ARCHITECTURE: Eduardo Souto de Moura
The work of Eduardo Souto de Moura (25/7/1952- ), combines the abstract minimalism of Mies van der Rohe with a tactile sensitivity and the use of local materials and building techniques. He is one of just two Portuguese recipients of the Pritzker Prize (the other being Álvaro Siza) yet he has never achieved the same International renown as his much fêted colleague. That might seem unreasonable, but considering the fact that Souto de Moura has built very few buildings outside of his native country and that he does not have the same trademark style as Siza, it’s not all that surprising.
By Dimitris Lempesis
Following his early years at the Italian School, Souto de Moura enrolled in the School of Fine Arts in Porto, where he began as an art student, studying sculpture, but eventually achieving his degree in architecture in 1980. He credits a meeting with Donald Judd in Zurich for the switch from art to architecture. While still a student, he worked for architect Noé Dinis and then Álvaro Siza, years. While studying and working with his professor of urbanism, Architect Fernandes de Sá, he received his first commission, a market project in Braga which has since been demolished because of changing business patterns. He began his career as an independent architect in 1980, after winning a design competition for the Casa das Artes, a cultural center in Porto. In the first decades he primarily focused on residential houses and renovations. However, having gained a fair amount of visibility after designing the Portuguese Pavilion for the EXPO 2000 in Hannover (along with his good friend and one-time employer Álvaro Siza) Souta de Moura’s projects started to vary considerably in both scale and expression. The Burgo Towe in Portugal, designed at the beginning of the ‘90s and built a decade later, consists of two buildings side by side, one vertical and one horizontal with different scales, in dialogue with each other and the urban landscape, the Paula Rêgo Museum, completed in 2008, a grouping of volumes interspersed in the trees at its site in Cascais, Portugal, is both civic and intimate, and so appropriate for the display of art. Other key projects include a museum in Cascais, Portugal, dedicated to the work of local artist Paula Rego, which is composed of a set of geometric volumes in red concrete, and an office complex in Porto that combines a vertical tower and a low, horizontal building. Most recently, he completed a multi-purpose hall extruding from the ground in the small Portuguese seaside town of Viana de Castelo. Aside from the Pritzker Prize, which Souto de Moura received in 2011, he was awarded the Wolf Prize in Arts in 2013 and the Pessoa Prize in 1998 among many others. He also has an honorary doctorate from the Faculty of Architecture and Arts at the Lusíada University in Porto.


ASSIGNMENT:
Please transcribe the data below in full, word for word, without the images.

[Collected data]
* * *

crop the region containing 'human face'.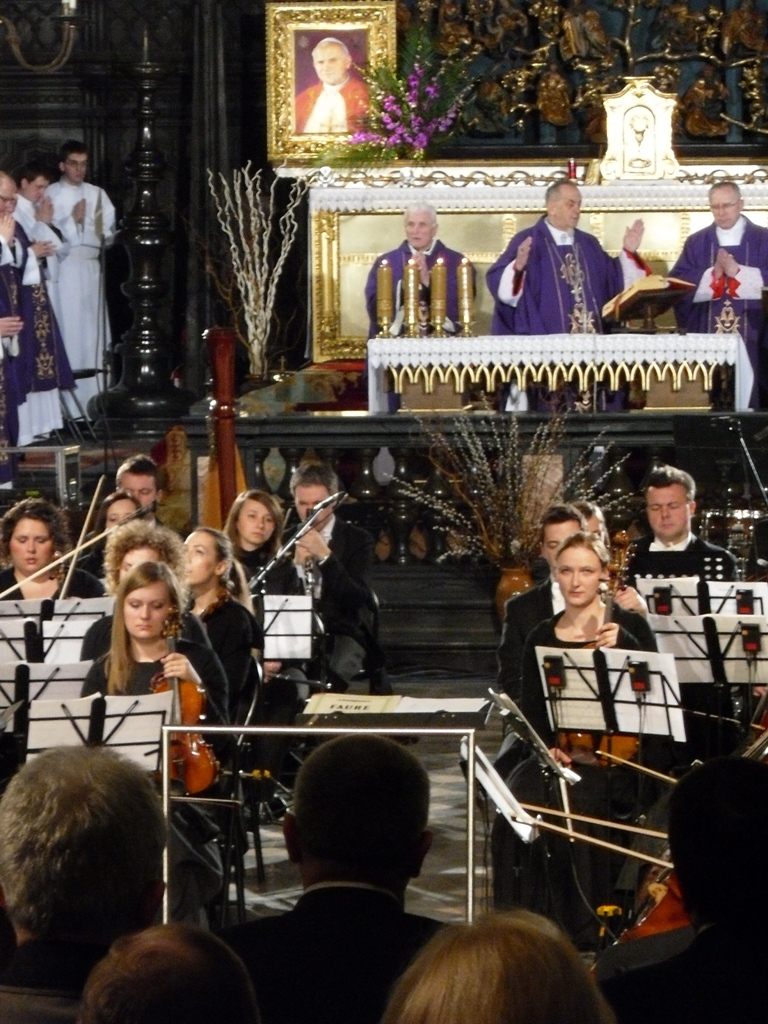
Crop region: 64,155,87,183.
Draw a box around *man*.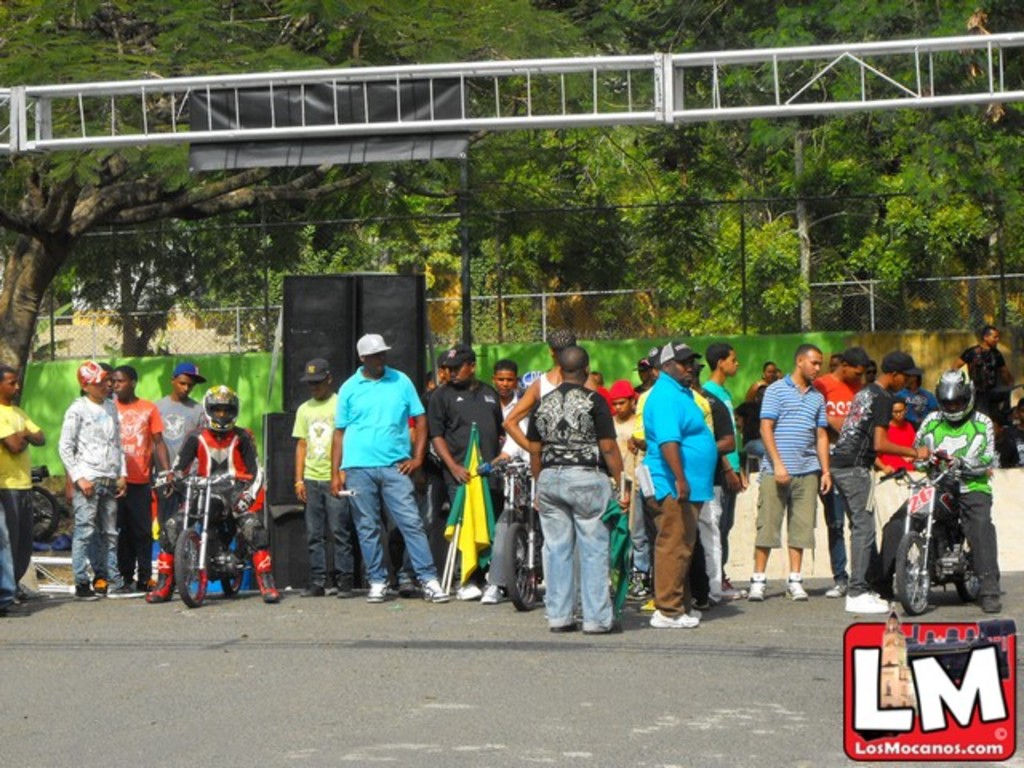
(left=107, top=360, right=174, bottom=603).
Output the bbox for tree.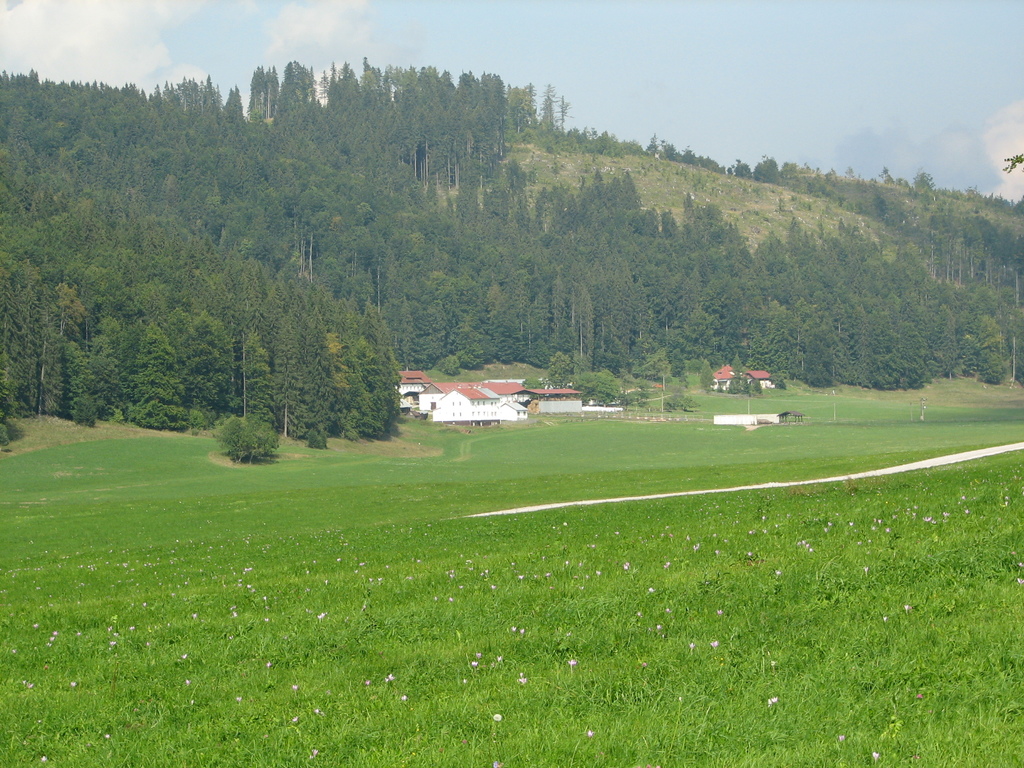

* * *

TASK RESPONSE:
crop the region containing 'human face'.
Crop region: 64,155,87,183.
Draw a box around *man*.
(left=107, top=360, right=174, bottom=603).
Output the bbox for tree.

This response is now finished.